How about this:
WITH cte0 AS
(
SELECT COMPANY , CATEGORY , Session FROM Dupes GROUP BY COMPANY , CATEGORY , Session
)
, cte1 AS
(
SELECT COMPANY FROM cte0 GROUP BY COMPANY HAVING COUNT(*) > 1
)
SELECT A.*
FROM cte0 A
INNER JOIN cte1 B
ON A.COMPANY=B.COMPANY
The problem is that you are having trouble describing what you mean by "there are Many Duplicate Entries". You are not actually looking for duplicates in the source table, you are looking for duplicate company values once you have a list of unique records from the source. That is, duplicates in the result of your statement
Select Distinct COMPANY,CATEGORY,Session from Table
COMPANY CATEGORY Session
Stan Co 2 1
Wills Corp 5 1
Wills Corp 7 1
Wills Corp 7 2
I used a Common Table Expression (cte0) to hold that result.
http://technet.microsoft.com/en-us/library/ms190766(v=SQL.105).aspx[
^]
(You could use a temporary table if you like.)
The output you specified is any row from that result for which a company name appears more than once.
In cte1 I selected the duplicated Company name(s).
And finally I JOINed the two results to get only those rows from cte0 that have a name that appears more than once.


### Exercise objective
Copy every record word for word. The images stay behind.

== Records for the exercise

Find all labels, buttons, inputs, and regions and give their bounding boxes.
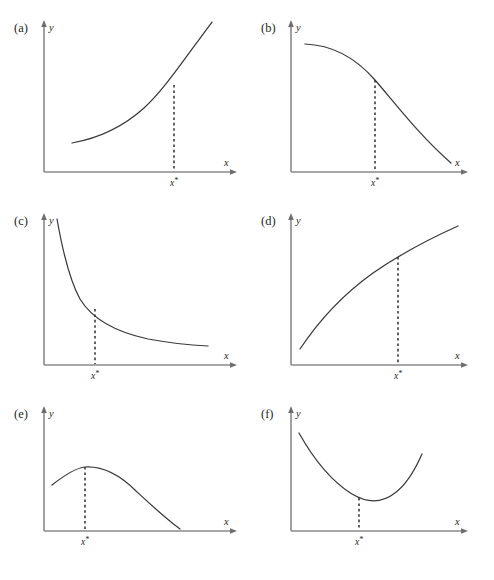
panel-b-xstar-label: x* [370, 176, 379, 188]
panel-b: (b) y x x* [247, 0, 494, 193]
panel-a-x-axis-arrow [230, 169, 237, 175]
panel-e-y-axis-arrow [41, 406, 47, 413]
panel-f: (f) y x x* [247, 386, 494, 579]
panel-d: (d) y x x* [247, 193, 494, 386]
panel-b-x-axis-label: x [454, 157, 460, 168]
panel-b-y-axis-label: y [295, 22, 301, 33]
panel-b-y-axis-arrow [288, 20, 294, 27]
panel-e-y-axis-label: y [48, 408, 54, 419]
panel-c-letter: (c) [14, 214, 28, 228]
panel-f-xstar-label: x* [354, 535, 363, 547]
panel-a-x-axis-label: x [223, 157, 229, 168]
panel-c-xstar-label: x* [90, 369, 99, 381]
panel-d-y-axis-label: y [295, 215, 301, 226]
panel-a-y-axis-arrow [41, 20, 47, 27]
panel-c-y-axis-label: y [48, 215, 54, 226]
panel-d-x-axis-label: x [454, 350, 460, 361]
panel-c-curve [57, 219, 208, 346]
panel-e-x-axis-label: x [223, 516, 229, 527]
panel-d-y-axis-arrow [288, 213, 294, 220]
panel-d-x-axis-arrow [461, 362, 468, 368]
panel-f-y-axis-label: y [295, 408, 301, 419]
panel-e-letter: (e) [14, 407, 28, 421]
panel-f-x-axis-arrow [461, 528, 468, 534]
panel-c-y-axis-arrow [41, 213, 47, 220]
panel-c: (c) y x x* [0, 193, 247, 386]
panel-e: (e) y x x* [0, 386, 247, 579]
panel-f-letter: (f) [261, 407, 274, 421]
panel-f-x-axis-label: x [454, 516, 460, 527]
panel-b-letter: (b) [261, 21, 276, 35]
panel-a-xstar-label: x* [169, 176, 178, 188]
panel-e-x-axis-arrow [230, 528, 237, 534]
panel-e-curve [52, 467, 180, 529]
panel-a-y-axis-label: y [48, 22, 54, 33]
panel-f-curve [299, 433, 422, 501]
panel-f-y-axis-arrow [288, 406, 294, 413]
figure-root: (a) y x x* (b) y x x* [0, 0, 494, 580]
panel-a-letter: (a) [14, 21, 28, 35]
panel-a: (a) y x x* [0, 0, 247, 193]
panel-e-xstar-label: x* [80, 535, 89, 547]
panel-b-x-axis-arrow [461, 169, 468, 175]
panel-d-curve [300, 226, 458, 349]
panel-c-x-axis-arrow [230, 362, 237, 368]
panel-b-curve [305, 44, 451, 163]
panel-d-xstar-label: x* [393, 369, 402, 381]
panel-c-x-axis-label: x [223, 350, 229, 361]
panel-a-curve [72, 22, 212, 143]
panel-d-letter: (d) [261, 214, 276, 228]
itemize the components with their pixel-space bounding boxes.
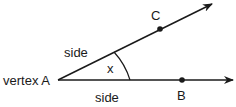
point-c <box>157 26 163 32</box>
vertex-label: vertex A <box>3 73 50 88</box>
angle-arc <box>114 52 130 80</box>
point-b <box>179 77 185 83</box>
angle-label: x <box>107 61 114 76</box>
lower-side-label: side <box>95 90 119 105</box>
angle-diagram: vertex A side side x C B <box>0 0 236 107</box>
point-c-label: C <box>151 8 160 23</box>
upper-side-label: side <box>64 45 88 60</box>
point-b-label: B <box>177 88 186 103</box>
ray-ac <box>58 4 212 80</box>
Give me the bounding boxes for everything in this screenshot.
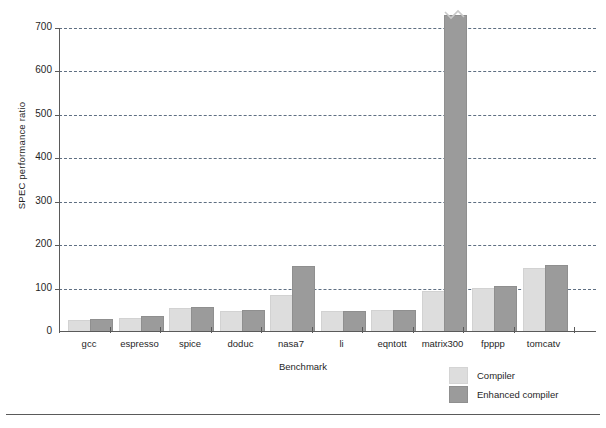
y-tick-label-0: 0 <box>8 325 52 336</box>
chart-legend: CompilerEnhanced compiler <box>449 366 558 404</box>
x-tick <box>211 327 212 333</box>
x-tick-label-spice: spice <box>179 338 201 349</box>
y-tick-label-400: 400 <box>8 151 52 162</box>
x-tick <box>261 327 262 333</box>
bar <box>472 288 495 331</box>
footer-divider <box>6 414 600 415</box>
x-axis-line <box>59 331 596 332</box>
legend-item: Compiler <box>449 366 558 385</box>
legend-swatch-icon <box>449 367 468 384</box>
bar <box>545 265 568 331</box>
bar <box>292 266 315 331</box>
bar-group <box>169 27 212 331</box>
bar-group <box>119 27 162 331</box>
x-tick-label-fpppp: fpppp <box>481 338 505 349</box>
x-tick-label-li: li <box>339 338 343 349</box>
x-tick-label-nasa7: nasa7 <box>278 338 304 349</box>
y-tick-label-600: 600 <box>8 64 52 75</box>
bar <box>422 291 445 331</box>
bar <box>321 311 344 331</box>
x-tick <box>574 327 575 333</box>
legend-label: Compiler <box>477 370 515 381</box>
x-tick-label-eqntott: eqntott <box>377 338 406 349</box>
x-tick <box>514 327 515 333</box>
x-tick <box>362 327 363 333</box>
y-tick-label-500: 500 <box>8 108 52 119</box>
bar-group <box>371 27 414 331</box>
y-tick-label-300: 300 <box>8 195 52 206</box>
x-tick <box>160 327 161 333</box>
x-tick-label-gcc: gcc <box>82 338 97 349</box>
bar <box>169 308 192 331</box>
bar <box>523 268 546 331</box>
bar <box>119 318 142 331</box>
bar <box>494 286 517 331</box>
bar <box>220 311 243 331</box>
y-tick-label-200: 200 <box>8 238 52 249</box>
x-tick-label-espresso: espresso <box>120 338 159 349</box>
x-tick <box>413 327 414 333</box>
bar <box>444 15 467 331</box>
x-tick <box>463 327 464 333</box>
x-tick-label-matrix300: matrix300 <box>422 338 464 349</box>
x-tick-label-doduc: doduc <box>228 338 254 349</box>
bar-group <box>321 27 364 331</box>
bar <box>68 320 91 331</box>
legend-swatch-icon <box>449 386 468 403</box>
bar-group <box>220 27 263 331</box>
plot-area: gccespressospicedoducnasa7lieqntottmatri… <box>59 28 596 332</box>
bar-group <box>68 27 111 331</box>
legend-item: Enhanced compiler <box>449 385 558 404</box>
bar-group <box>422 27 465 331</box>
bar-group <box>270 27 313 331</box>
legend-label: Enhanced compiler <box>477 389 558 400</box>
x-tick-label-tomcatv: tomcatv <box>527 338 560 349</box>
x-tick <box>312 327 313 333</box>
y-tick-label-700: 700 <box>8 21 52 32</box>
bar-group <box>523 27 566 331</box>
bar <box>371 310 394 331</box>
bar-group <box>472 27 515 331</box>
x-tick <box>59 327 60 333</box>
y-axis-line <box>59 28 60 332</box>
x-tick <box>110 327 111 333</box>
chart-figure: SPEC performance ratio gccespressospiced… <box>0 0 606 428</box>
y-tick-label-100: 100 <box>8 282 52 293</box>
bar <box>270 295 293 331</box>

====

### Answer section
Find all labels, buttons, inputs, and regions and give their bounding boxes.
panel-b-xstar-label: x* [370, 176, 379, 188]
panel-b: (b) y x x* [247, 0, 494, 193]
panel-a-x-axis-arrow [230, 169, 237, 175]
panel-e-y-axis-arrow [41, 406, 47, 413]
panel-f: (f) y x x* [247, 386, 494, 579]
panel-d: (d) y x x* [247, 193, 494, 386]
panel-b-x-axis-label: x [454, 157, 460, 168]
panel-b-y-axis-label: y [295, 22, 301, 33]
panel-b-y-axis-arrow [288, 20, 294, 27]
panel-e-y-axis-label: y [48, 408, 54, 419]
panel-c-letter: (c) [14, 214, 28, 228]
panel-f-xstar-label: x* [354, 535, 363, 547]
panel-a-x-axis-label: x [223, 157, 229, 168]
panel-c-xstar-label: x* [90, 369, 99, 381]
panel-d-y-axis-label: y [295, 215, 301, 226]
panel-a-y-axis-arrow [41, 20, 47, 27]
panel-c-y-axis-label: y [48, 215, 54, 226]
panel-d-x-axis-label: x [454, 350, 460, 361]
panel-c-curve [57, 219, 208, 346]
panel-e-x-axis-label: x [223, 516, 229, 527]
panel-d-y-axis-arrow [288, 213, 294, 220]
panel-d-x-axis-arrow [461, 362, 468, 368]
panel-f-y-axis-label: y [295, 408, 301, 419]
panel-e-letter: (e) [14, 407, 28, 421]
panel-f-x-axis-arrow [461, 528, 468, 534]
panel-c-y-axis-arrow [41, 213, 47, 220]
panel-c: (c) y x x* [0, 193, 247, 386]
panel-e: (e) y x x* [0, 386, 247, 579]
panel-f-letter: (f) [261, 407, 274, 421]
panel-f-x-axis-label: x [454, 516, 460, 527]
panel-b-letter: (b) [261, 21, 276, 35]
panel-a-xstar-label: x* [169, 176, 178, 188]
panel-e-x-axis-arrow [230, 528, 237, 534]
panel-e-curve [52, 467, 180, 529]
panel-a-y-axis-label: y [48, 22, 54, 33]
panel-f-curve [299, 433, 422, 501]
panel-f-y-axis-arrow [288, 406, 294, 413]
figure-root: (a) y x x* (b) y x x* [0, 0, 494, 580]
panel-a-letter: (a) [14, 21, 28, 35]
panel-a: (a) y x x* [0, 0, 247, 193]
panel-e-xstar-label: x* [80, 535, 89, 547]
panel-b-x-axis-arrow [461, 169, 468, 175]
panel-d-curve [300, 226, 458, 349]
panel-c-x-axis-arrow [230, 362, 237, 368]
panel-b-curve [305, 44, 451, 163]
panel-d-xstar-label: x* [393, 369, 402, 381]
panel-c-x-axis-label: x [223, 350, 229, 361]
panel-a-curve [72, 22, 212, 143]
panel-d-letter: (d) [261, 214, 276, 228]
itemize the components with their pixel-space bounding boxes.
point-c <box>157 26 163 32</box>
vertex-label: vertex A <box>3 73 50 88</box>
angle-arc <box>114 52 130 80</box>
point-b <box>179 77 185 83</box>
angle-label: x <box>107 61 114 76</box>
lower-side-label: side <box>95 90 119 105</box>
angle-diagram: vertex A side side x C B <box>0 0 236 107</box>
point-c-label: C <box>151 8 160 23</box>
upper-side-label: side <box>64 45 88 60</box>
point-b-label: B <box>177 88 186 103</box>
ray-ac <box>58 4 212 80</box>
Give me the bounding boxes for everything in this screenshot.
y-tick-label-0: 0 <box>8 325 52 336</box>
chart-legend: CompilerEnhanced compiler <box>449 366 558 404</box>
x-tick <box>211 327 212 333</box>
x-tick-label-spice: spice <box>179 338 201 349</box>
y-tick-label-400: 400 <box>8 151 52 162</box>
x-tick <box>261 327 262 333</box>
bar <box>472 288 495 331</box>
footer-divider <box>6 414 600 415</box>
x-axis-line <box>59 331 596 332</box>
legend-item: Compiler <box>449 366 558 385</box>
legend-swatch-icon <box>449 367 468 384</box>
bar <box>545 265 568 331</box>
bar <box>292 266 315 331</box>
bar-group <box>169 27 212 331</box>
bar-group <box>119 27 162 331</box>
x-tick-label-fpppp: fpppp <box>481 338 505 349</box>
x-tick-label-li: li <box>339 338 343 349</box>
x-tick-label-nasa7: nasa7 <box>278 338 304 349</box>
y-tick-label-600: 600 <box>8 64 52 75</box>
bar <box>422 291 445 331</box>
bar <box>321 311 344 331</box>
x-tick <box>574 327 575 333</box>
legend-label: Compiler <box>477 370 515 381</box>
x-tick-label-eqntott: eqntott <box>377 338 406 349</box>
x-tick <box>514 327 515 333</box>
x-tick <box>362 327 363 333</box>
y-tick-label-500: 500 <box>8 108 52 119</box>
bar-group <box>371 27 414 331</box>
y-tick-label-300: 300 <box>8 195 52 206</box>
x-tick <box>160 327 161 333</box>
x-tick-label-gcc: gcc <box>82 338 97 349</box>
bar <box>169 308 192 331</box>
bar <box>523 268 546 331</box>
bar <box>119 318 142 331</box>
bar <box>494 286 517 331</box>
bar <box>220 311 243 331</box>
y-tick-label-200: 200 <box>8 238 52 249</box>
x-tick-label-espresso: espresso <box>120 338 159 349</box>
x-tick <box>413 327 414 333</box>
bar <box>444 15 467 331</box>
x-tick <box>463 327 464 333</box>
x-tick-label-matrix300: matrix300 <box>422 338 464 349</box>
x-tick-label-doduc: doduc <box>228 338 254 349</box>
bar-group <box>321 27 364 331</box>
bar <box>68 320 91 331</box>
legend-swatch-icon <box>449 386 468 403</box>
bar-group <box>220 27 263 331</box>
plot-area: gccespressospicedoducnasa7lieqntottmatri… <box>59 28 596 332</box>
bar-group <box>68 27 111 331</box>
legend-item: Enhanced compiler <box>449 385 558 404</box>
bar-group <box>422 27 465 331</box>
bar-group <box>270 27 313 331</box>
legend-label: Enhanced compiler <box>477 389 558 400</box>
x-tick-label-tomcatv: tomcatv <box>527 338 560 349</box>
x-tick <box>312 327 313 333</box>
y-tick-label-700: 700 <box>8 21 52 32</box>
bar-group <box>523 27 566 331</box>
bar <box>371 310 394 331</box>
bar-group <box>472 27 515 331</box>
x-tick <box>59 327 60 333</box>
y-axis-line <box>59 28 60 332</box>
x-tick <box>110 327 111 333</box>
chart-figure: SPEC performance ratio gccespressospiced… <box>0 0 606 428</box>
y-tick-label-100: 100 <box>8 282 52 293</box>
bar <box>270 295 293 331</box>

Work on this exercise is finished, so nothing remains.